Human robot interaction : speech recognition

The aim of this project is to develop a Speech Recognition System which then be used for human-robot interaction. This system receives speech inputs from users, analyzes the speech inputs by extracting the features of the speech, searches and matches the input speech features with the pre-recorded a...

Full description

Saved in:
Bibliographic Details
Main Author: Tan, Roland Rustan.
Other Authors: Lau Wai Shing, Michael
Format: Final Year Project
Language:English
Published: 2011
Subjects:
Online Access:http://hdl.handle.net/10356/42865
Tags: Add Tag
No Tags, Be the first to tag this record!
Institution: Nanyang Technological University
Language: English
Description
Summary:The aim of this project is to develop a Speech Recognition System which then be used for human-robot interaction. This system receives speech inputs from users, analyzes the speech inputs by extracting the features of the speech, searches and matches the input speech features with the pre-recorded and stored speeches features in the trained database/codebook, and returns the best matching result to the users. Developing this system is meant to make an alternative way to interact with robot which is to provide a natural and social-style human-robot interaction.

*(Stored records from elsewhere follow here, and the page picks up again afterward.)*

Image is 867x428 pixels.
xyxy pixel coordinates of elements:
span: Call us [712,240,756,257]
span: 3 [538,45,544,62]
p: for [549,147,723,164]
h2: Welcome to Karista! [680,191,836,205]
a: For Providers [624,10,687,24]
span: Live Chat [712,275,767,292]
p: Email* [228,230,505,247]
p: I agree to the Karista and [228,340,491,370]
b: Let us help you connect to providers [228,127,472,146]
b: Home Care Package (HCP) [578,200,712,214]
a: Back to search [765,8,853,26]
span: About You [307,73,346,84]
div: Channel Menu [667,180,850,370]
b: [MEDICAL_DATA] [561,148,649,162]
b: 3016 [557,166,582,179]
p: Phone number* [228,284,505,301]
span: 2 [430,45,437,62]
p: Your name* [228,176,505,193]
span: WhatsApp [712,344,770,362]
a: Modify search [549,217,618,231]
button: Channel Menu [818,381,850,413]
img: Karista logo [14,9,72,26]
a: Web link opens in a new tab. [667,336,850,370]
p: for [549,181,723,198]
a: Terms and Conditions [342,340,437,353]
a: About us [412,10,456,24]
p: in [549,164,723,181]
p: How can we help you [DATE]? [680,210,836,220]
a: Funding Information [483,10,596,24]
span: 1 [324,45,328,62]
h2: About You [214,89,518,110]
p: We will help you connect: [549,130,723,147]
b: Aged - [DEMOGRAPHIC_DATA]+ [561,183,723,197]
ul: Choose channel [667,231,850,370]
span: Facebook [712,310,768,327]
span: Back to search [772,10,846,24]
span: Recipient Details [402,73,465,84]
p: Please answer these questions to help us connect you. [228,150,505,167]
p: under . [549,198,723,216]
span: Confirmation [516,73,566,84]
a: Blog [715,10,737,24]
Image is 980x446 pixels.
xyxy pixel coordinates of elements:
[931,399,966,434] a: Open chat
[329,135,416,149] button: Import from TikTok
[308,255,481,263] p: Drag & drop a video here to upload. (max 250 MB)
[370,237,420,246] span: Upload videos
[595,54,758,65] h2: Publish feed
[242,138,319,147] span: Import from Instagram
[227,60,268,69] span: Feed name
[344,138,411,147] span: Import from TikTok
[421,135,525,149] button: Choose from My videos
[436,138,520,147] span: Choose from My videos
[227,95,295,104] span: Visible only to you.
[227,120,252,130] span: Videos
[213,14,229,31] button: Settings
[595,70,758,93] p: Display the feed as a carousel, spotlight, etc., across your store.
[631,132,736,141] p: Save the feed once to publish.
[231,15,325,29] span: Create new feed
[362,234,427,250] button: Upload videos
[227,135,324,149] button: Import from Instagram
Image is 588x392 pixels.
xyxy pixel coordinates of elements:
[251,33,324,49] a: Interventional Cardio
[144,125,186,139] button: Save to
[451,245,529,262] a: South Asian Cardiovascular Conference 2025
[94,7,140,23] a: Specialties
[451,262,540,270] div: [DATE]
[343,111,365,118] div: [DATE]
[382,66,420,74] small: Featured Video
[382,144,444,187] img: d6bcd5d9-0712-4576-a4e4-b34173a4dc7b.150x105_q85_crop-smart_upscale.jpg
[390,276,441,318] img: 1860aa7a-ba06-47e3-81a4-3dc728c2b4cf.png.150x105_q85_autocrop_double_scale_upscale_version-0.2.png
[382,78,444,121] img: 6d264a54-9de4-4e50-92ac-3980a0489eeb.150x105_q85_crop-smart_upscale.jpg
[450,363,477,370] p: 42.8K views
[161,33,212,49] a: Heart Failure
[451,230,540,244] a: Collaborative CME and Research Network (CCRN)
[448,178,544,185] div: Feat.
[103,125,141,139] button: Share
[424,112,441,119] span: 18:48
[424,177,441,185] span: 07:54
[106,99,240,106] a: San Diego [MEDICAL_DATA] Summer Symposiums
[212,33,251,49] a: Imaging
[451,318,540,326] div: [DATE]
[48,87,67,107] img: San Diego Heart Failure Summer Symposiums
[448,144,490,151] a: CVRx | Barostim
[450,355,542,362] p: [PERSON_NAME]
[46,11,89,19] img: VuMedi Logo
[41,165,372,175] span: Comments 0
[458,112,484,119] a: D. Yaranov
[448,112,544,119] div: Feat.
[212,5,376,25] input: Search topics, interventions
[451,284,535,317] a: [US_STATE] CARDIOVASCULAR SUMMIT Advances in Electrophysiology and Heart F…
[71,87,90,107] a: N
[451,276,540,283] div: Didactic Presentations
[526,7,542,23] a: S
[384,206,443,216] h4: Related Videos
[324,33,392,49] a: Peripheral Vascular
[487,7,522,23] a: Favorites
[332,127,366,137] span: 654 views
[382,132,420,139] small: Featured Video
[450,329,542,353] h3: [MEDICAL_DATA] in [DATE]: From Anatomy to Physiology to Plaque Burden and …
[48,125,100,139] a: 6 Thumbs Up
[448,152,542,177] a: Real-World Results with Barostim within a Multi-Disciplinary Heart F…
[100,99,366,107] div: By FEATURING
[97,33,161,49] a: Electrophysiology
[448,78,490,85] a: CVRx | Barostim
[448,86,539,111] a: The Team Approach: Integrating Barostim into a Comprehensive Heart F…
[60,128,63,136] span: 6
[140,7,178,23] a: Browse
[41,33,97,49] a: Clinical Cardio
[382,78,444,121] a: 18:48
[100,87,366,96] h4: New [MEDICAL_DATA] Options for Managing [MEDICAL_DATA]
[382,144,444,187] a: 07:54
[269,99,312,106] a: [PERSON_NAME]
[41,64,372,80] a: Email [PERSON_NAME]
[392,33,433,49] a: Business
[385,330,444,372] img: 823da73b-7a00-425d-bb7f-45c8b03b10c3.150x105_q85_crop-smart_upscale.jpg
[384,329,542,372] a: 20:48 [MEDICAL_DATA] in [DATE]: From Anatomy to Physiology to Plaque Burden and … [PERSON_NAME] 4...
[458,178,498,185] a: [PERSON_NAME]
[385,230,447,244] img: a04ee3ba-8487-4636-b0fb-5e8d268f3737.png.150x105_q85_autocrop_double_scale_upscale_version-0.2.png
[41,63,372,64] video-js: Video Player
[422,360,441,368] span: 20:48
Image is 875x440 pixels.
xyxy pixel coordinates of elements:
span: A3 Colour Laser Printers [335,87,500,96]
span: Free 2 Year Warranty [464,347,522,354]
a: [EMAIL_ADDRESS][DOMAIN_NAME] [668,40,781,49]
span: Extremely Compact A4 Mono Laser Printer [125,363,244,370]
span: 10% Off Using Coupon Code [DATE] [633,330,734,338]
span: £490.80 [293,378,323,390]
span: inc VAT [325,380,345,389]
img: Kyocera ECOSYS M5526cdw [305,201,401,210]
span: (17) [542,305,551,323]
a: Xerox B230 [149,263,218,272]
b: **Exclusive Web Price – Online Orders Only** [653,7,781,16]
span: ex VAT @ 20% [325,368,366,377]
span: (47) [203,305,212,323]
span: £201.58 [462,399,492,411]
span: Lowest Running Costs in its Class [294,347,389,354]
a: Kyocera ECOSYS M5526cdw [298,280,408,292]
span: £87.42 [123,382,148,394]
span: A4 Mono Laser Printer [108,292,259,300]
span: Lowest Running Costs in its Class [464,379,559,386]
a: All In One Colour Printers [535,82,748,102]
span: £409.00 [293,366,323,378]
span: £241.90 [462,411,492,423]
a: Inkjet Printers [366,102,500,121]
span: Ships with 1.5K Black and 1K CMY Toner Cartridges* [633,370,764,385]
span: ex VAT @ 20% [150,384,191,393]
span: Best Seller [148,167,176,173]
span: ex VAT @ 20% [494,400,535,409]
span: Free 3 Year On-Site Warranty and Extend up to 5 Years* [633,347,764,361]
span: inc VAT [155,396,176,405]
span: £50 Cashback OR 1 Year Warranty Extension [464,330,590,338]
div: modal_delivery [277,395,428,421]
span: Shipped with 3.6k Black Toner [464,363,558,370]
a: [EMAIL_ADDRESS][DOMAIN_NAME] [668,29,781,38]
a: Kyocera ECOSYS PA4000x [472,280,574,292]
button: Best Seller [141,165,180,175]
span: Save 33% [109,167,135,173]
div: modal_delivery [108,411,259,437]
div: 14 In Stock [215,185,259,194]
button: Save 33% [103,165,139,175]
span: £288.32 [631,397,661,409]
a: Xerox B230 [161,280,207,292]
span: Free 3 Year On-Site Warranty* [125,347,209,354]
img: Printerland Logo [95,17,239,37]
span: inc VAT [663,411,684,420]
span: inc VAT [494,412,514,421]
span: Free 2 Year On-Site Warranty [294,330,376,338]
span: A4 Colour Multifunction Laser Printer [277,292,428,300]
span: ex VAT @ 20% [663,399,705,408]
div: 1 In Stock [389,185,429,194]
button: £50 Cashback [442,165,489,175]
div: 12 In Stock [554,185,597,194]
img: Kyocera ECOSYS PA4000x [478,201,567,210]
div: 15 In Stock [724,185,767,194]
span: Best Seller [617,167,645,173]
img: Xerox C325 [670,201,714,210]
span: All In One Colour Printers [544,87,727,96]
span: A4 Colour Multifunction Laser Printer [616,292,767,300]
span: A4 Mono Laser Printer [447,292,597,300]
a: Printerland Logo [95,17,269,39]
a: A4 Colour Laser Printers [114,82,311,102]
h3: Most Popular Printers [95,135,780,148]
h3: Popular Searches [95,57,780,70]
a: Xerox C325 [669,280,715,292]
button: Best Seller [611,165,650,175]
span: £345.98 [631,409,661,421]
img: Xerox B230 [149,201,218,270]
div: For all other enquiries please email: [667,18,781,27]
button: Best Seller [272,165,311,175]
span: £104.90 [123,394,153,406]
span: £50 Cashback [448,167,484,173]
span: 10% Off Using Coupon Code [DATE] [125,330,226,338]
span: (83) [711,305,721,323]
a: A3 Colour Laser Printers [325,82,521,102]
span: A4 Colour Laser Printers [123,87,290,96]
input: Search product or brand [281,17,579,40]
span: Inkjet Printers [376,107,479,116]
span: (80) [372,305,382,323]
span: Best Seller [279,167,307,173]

Verbal interaction is very popular in robotics especially in personal assistive robots, which are used to help elderly people and in entertainment robots. This project is limited to playing soccer- related commands, as well as some entertainment purpose, including play music. For Speech Recognition System to work, it needs acoustic models and language models. The acoustic model is a collection of features which are extracted from the pre-recorded speeches. To extract features from the speech signals the Mel-Frequency Cepstral Coefficients (MFCC) algorithm was applied. The language model is a large list of words and their probability of occurrence in a given sequence. For our purpose of project, grammars, the special type of the language model which defines constraints on words that are expected as input, are used. Julius, which is open-source speech recognition software was used in this project to enable human-robot verbal interaction. It was chosen after doing experiment which clearly showed the superiority of Julius compared to CMU-Sphinx 4 in term of accuracy, with average percentage of accuracy up to 84.865%, while CMU-Sphinx 4 is only 79.855%.